A new study from researchers at Kuwait University and UCLA challenges long-held assumptions about the tokamak’s first wall, the structure separating the searing plasma from the rest of the reactor. It’s a critical barrier that absorbs neutron bombardment, mechanical stress, and thermal loading.
Until now, most reactor designs have assumed that ferritic/martensitic steels, long considered viable candidates for the first wall and blanket structures in a standard tokamak, can withstand 150 to 200 displacements per atom (dpa) before replacement. The new analysis suggests the real number may be closer to 15 dpa.
If accurate, this single revision has far-reaching implications for fusion’s economic viability, plant design, and path to commercialization.
An order-of-magnitude drop in first-wall life expectancy would introduce:
Increased OPEX. More frequent downtime for repair or replacement and more complex maintenance protocols.
Higher effective CAPEX. Designing reactors to allow easy replacement of core components would increase upfront engineering complexity and cost. More conservative designs may also reduce power density, forcing larger (and more expensive) plants to deliver the same output.
A less durable first wall also places a cap on how aggressively a reactor can be run. The authors estimate neutron wall loading may need to be limited to around 2 MW/m² with current steels, well below what many compact, high-power-density designs are targeting.
This constraint has several knock-on effects.
Larger footprints. To hit the same output targets with lower loading, reactors must either get bigger or be deployed in greater numbers.

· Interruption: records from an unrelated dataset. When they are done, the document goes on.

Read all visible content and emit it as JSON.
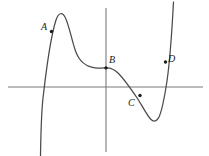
{
  "figure": {
    "background_color": "#ffffff",
    "width": 209,
    "height": 156
  },
  "axes": {
    "axis_color": "#7a7a7a",
    "x_axis": {
      "name": "horizontal-axis",
      "y": 87,
      "x_start": 8,
      "x_end": 203
    },
    "y_axis": {
      "name": "vertical-axis",
      "x": 106,
      "y_start": 8,
      "y_end": 152
    },
    "origin": {
      "x": 106,
      "y": 87
    }
  },
  "curve": {
    "name": "cubic-curve",
    "color": "#4a4a4a",
    "stroke_width": 1.25,
    "description": "S-shaped cubic-like curve rising from lower left, local maximum near top left, flat inflection at B on the vertical axis, local minimum at lower right, then rising steeply off the top right",
    "path": "M 40.5 156 C 40.8 140 41.0 112 43.6 93 C 46.5 68 51.5 34 56.0 20 C 58.5 12.5 62.5 11.5 65.5 18 C 69.5 27 72.0 41 75.5 51 C 79.5 62 85.5 66.5 95.0 67.8 C 100.0 68.4 103.5 68.0 106.0 67.9 C 110.5 67.7 114.5 69.5 118.5 73.5 C 124.5 79.5 131.0 89.0 137.5 98.5 C 142.0 105.5 146.5 114.5 150.5 119.0 C 153.5 122.0 156.5 122.0 159.0 117.0 C 162.0 110.5 164.5 97.5 167.0 81.0 C 169.5 63.5 172.0 30.0 173.5 2.0"
  },
  "points": [
    {
      "id": "A",
      "label": "A",
      "dot": {
        "x": 51.5,
        "y": 31.5
      },
      "label_pos": {
        "x": 41,
        "y": 22
      },
      "role": "point on rising branch left of local maximum"
    },
    {
      "id": "B",
      "label": "B",
      "dot": {
        "x": 106,
        "y": 67.9
      },
      "label_pos": {
        "x": 109,
        "y": 55
      },
      "role": "inflection point on the vertical axis"
    },
    {
      "id": "C",
      "label": "C",
      "dot": {
        "x": 140,
        "y": 95.5
      },
      "label_pos": {
        "x": 128,
        "y": 98
      },
      "role": "point on descending branch below the horizontal axis"
    },
    {
      "id": "D",
      "label": "D",
      "dot": {
        "x": 165.5,
        "y": 62
      },
      "label_pos": {
        "x": 168,
        "y": 54
      },
      "role": "point on the steeply rising right branch"
    }
  ]
}
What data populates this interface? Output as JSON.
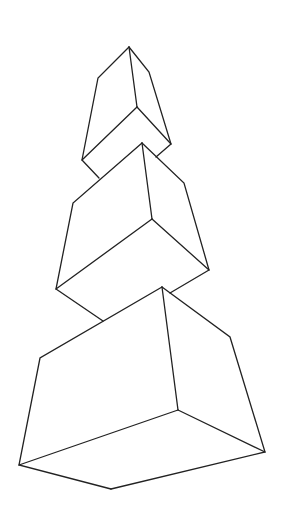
{
  "figure": {
    "description": "Line drawing of three stacked rectangular boxes in perspective, tilted, increasing in size from top to bottom",
    "background": "#ffffff",
    "stroke_color": "#222222",
    "boxes": [
      {
        "name": "top-box",
        "vertices": {
          "top": [
            129,
            47
          ],
          "left_shoulder": [
            98,
            78
          ],
          "right_shoulder": [
            149,
            72
          ],
          "inner": [
            137,
            107
          ],
          "left_bottom": [
            82,
            160
          ],
          "right_bottom": [
            171,
            144
          ],
          "bottom_left_hidden": [
            99,
            178
          ],
          "bottom_right_hidden": [
            156,
            157
          ]
        }
      },
      {
        "name": "middle-box",
        "vertices": {
          "top": [
            142,
            143
          ],
          "left_shoulder": [
            73,
            203
          ],
          "right_shoulder": [
            184,
            183
          ],
          "inner": [
            152,
            219
          ],
          "left_bottom": [
            56,
            289
          ],
          "right_bottom": [
            209,
            270
          ],
          "bottom_left_hidden": [
            103,
            321
          ],
          "bottom_right_hidden": [
            170,
            293
          ]
        }
      },
      {
        "name": "bottom-box",
        "vertices": {
          "top": [
            162,
            287
          ],
          "left_shoulder": [
            40,
            358
          ],
          "right_shoulder": [
            230,
            337
          ],
          "inner": [
            178,
            410
          ],
          "left_bottom": [
            19,
            465
          ],
          "right_bottom": [
            265,
            452
          ],
          "bottom": [
            111,
            489
          ]
        }
      }
    ]
  }
}
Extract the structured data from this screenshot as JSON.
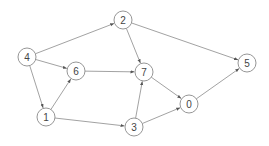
{
  "graph": {
    "directed": true,
    "node_radius": 9,
    "nodes": [
      {
        "id": "0",
        "label": "0",
        "x": 189,
        "y": 104
      },
      {
        "id": "1",
        "label": "1",
        "x": 46,
        "y": 117
      },
      {
        "id": "2",
        "label": "2",
        "x": 123,
        "y": 20
      },
      {
        "id": "3",
        "label": "3",
        "x": 134,
        "y": 127
      },
      {
        "id": "4",
        "label": "4",
        "x": 27,
        "y": 57
      },
      {
        "id": "5",
        "label": "5",
        "x": 247,
        "y": 63
      },
      {
        "id": "6",
        "label": "6",
        "x": 76,
        "y": 71
      },
      {
        "id": "7",
        "label": "7",
        "x": 144,
        "y": 72
      }
    ],
    "edges": [
      {
        "from": "4",
        "to": "2"
      },
      {
        "from": "4",
        "to": "6"
      },
      {
        "from": "4",
        "to": "1"
      },
      {
        "from": "1",
        "to": "6"
      },
      {
        "from": "1",
        "to": "3"
      },
      {
        "from": "6",
        "to": "7"
      },
      {
        "from": "2",
        "to": "7"
      },
      {
        "from": "2",
        "to": "5"
      },
      {
        "from": "7",
        "to": "0"
      },
      {
        "from": "3",
        "to": "7"
      },
      {
        "from": "3",
        "to": "0"
      },
      {
        "from": "0",
        "to": "5"
      }
    ],
    "colors": {
      "stroke": "#8a8a8a",
      "text": "#444444",
      "fill": "#ffffff"
    }
  }
}
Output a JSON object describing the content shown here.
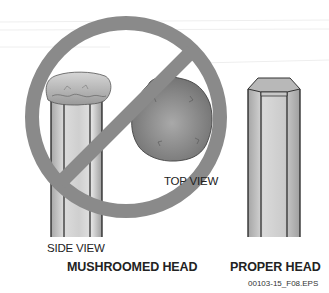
{
  "figure": {
    "labels": {
      "top_view": "TOP VIEW",
      "side_view": "SIDE VIEW",
      "mushroomed_head": "MUSHROOMED HEAD",
      "proper_head": "PROPER HEAD",
      "file_id": "00103-15_F08.EPS"
    },
    "prohibition_symbol": {
      "meaning": "not allowed",
      "color": "#8a8a8a"
    },
    "colors": {
      "tool_fill": "#c9c9c9",
      "tool_dark": "#9a9a9a",
      "tool_outline": "#222222",
      "top_view_fill": "#909090"
    }
  }
}
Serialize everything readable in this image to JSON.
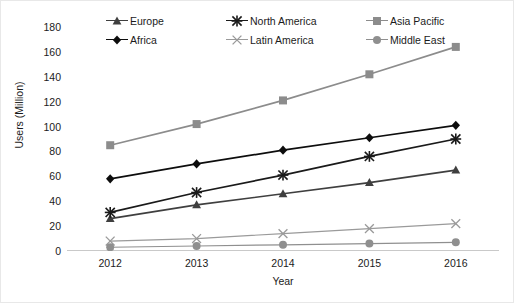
{
  "chart_data": {
    "type": "line",
    "title": "",
    "xlabel": "Year",
    "ylabel": "Users (Million)",
    "categories": [
      "2012",
      "2013",
      "2014",
      "2015",
      "2016"
    ],
    "ylim": [
      0,
      180
    ],
    "ytick_step": 20,
    "yticks": [
      "180",
      "160",
      "140",
      "120",
      "100",
      "80",
      "60",
      "40",
      "20",
      "0"
    ],
    "grid": false,
    "legend_position": "top",
    "series": [
      {
        "name": "Europe",
        "values": [
          26,
          37,
          46,
          55,
          65
        ],
        "color": "#3f3f3f",
        "marker": "triangle"
      },
      {
        "name": "North America",
        "values": [
          31,
          47,
          61,
          76,
          90
        ],
        "color": "#1a1a1a",
        "marker": "asterisk"
      },
      {
        "name": "Asia Pacific",
        "values": [
          85,
          102,
          121,
          142,
          164
        ],
        "color": "#8c8c8c",
        "marker": "square"
      },
      {
        "name": "Africa",
        "values": [
          58,
          70,
          81,
          91,
          101
        ],
        "color": "#0d0d0d",
        "marker": "diamond"
      },
      {
        "name": "Latin America",
        "values": [
          8,
          10,
          14,
          18,
          22
        ],
        "color": "#9a9a9a",
        "marker": "x"
      },
      {
        "name": "Middle East",
        "values": [
          3,
          4,
          5,
          6,
          7
        ],
        "color": "#8f8f8f",
        "marker": "circle"
      }
    ]
  },
  "legend": {
    "items": [
      {
        "label": "Europe",
        "series": 0
      },
      {
        "label": "North America",
        "series": 1
      },
      {
        "label": "Asia Pacific",
        "series": 2
      },
      {
        "label": "Africa",
        "series": 3
      },
      {
        "label": "Latin America",
        "series": 4
      },
      {
        "label": "Middle East",
        "series": 5
      }
    ]
  }
}
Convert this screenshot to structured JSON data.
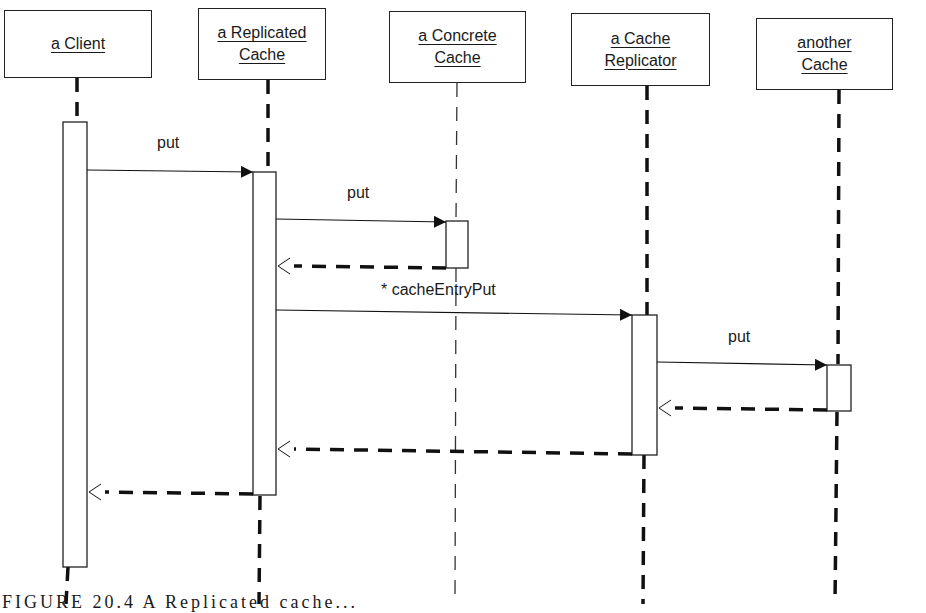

Challenges to modular systems. Factory-built, high-throughput systems become harder to deploy efficiently if each unit requires thicker shielding, shorter run times, or frequent refurbishment.
Availability trade-offs. More frequent first wall replacements reduce uptime. If fusion can’t consistently achieve 80-90% capacity factors, its case as a baseload power source weakens (especially when compared to SMRs or increasingly reliable solar-plus-storage).

(a) Cross-sectional view of the Fusion Nuclear Science Facility (FNSF) showing details of the First Wall/Blanket system and how it fits inside the Toroidal Field magnet assembly (b) A plan view of the FNSF power core (Alabdullah & Ghoniem, 2025)
What This Means for Fusion Timelines
In the near term, not much changes. Most pilot reactors slated for the early 2030s are already engineering-limited. Their goal is to demonstrate net energy, not to prove long-term economics. These early-stage devices can tolerate limited material durability, as long as they run long enough to validate performance. Pilot projects will likely move forward on schedule, running at conservative power levels and for limited durations.
But commercial rollout, the 24/7 power plants projected for the 2040s and beyond, is another story.
A fusion plant can’t serve as baseload infrastructure if its most critical components degrade every 12-18 months. Either maintenance must become fast and routine, or materials must endure much higher radiation stresses. Today, neither path is proven at scale. That adds uncertainty to the roadmap from pilot to commercial deployment.
Some developers may choose to de-rate initial plants, prioritizing uptime and longevity over peak output. Others may embrace high-maintenance operating models, borrowing from the fission playbook where fuel assemblies are routinely cycled out. Both approaches are viable, but they carry implications for revenue, investor confidence, and time to profitability.
Implications for Investors and Startups
We’ve previously covered the tightening funding environment and growing investor focus on technical validation. A 2024 industry report found that two-thirds of fusion companies now cite capital access as a major hurdle.
The findings in this paper won’t make things any easier for startups.
For investors, it adds a new risk category: component degradation and its downstream effects on uptime and cost. In response, venture capital may become more selective, favoring teams with credible solutions: modular replacement strategies, conservative operating regimes, or promising new materials. Institutional and strategic capital will likely demand clearer engineering roadmaps before funding later-stage ventures.
It’s also worth remembering that fusion won’t come to market in isolation. It will compete directly with renewables, SMRs, hydrogen, geothermal, and carbon-captured fossil systems.
And the bar keeps rising.
Solar and wind, especially when combined with grid-scale storage, continue to decline in cost. At the same time, SMRs are advancing, with known maintenance cycles and high capacity factors. Fusion’s advantages, including grid-responsive capacity, energy density, and zero-carbon operation, remain compelling. But they will only matter if backed by high reliability and competitive costs per megawatt-hour.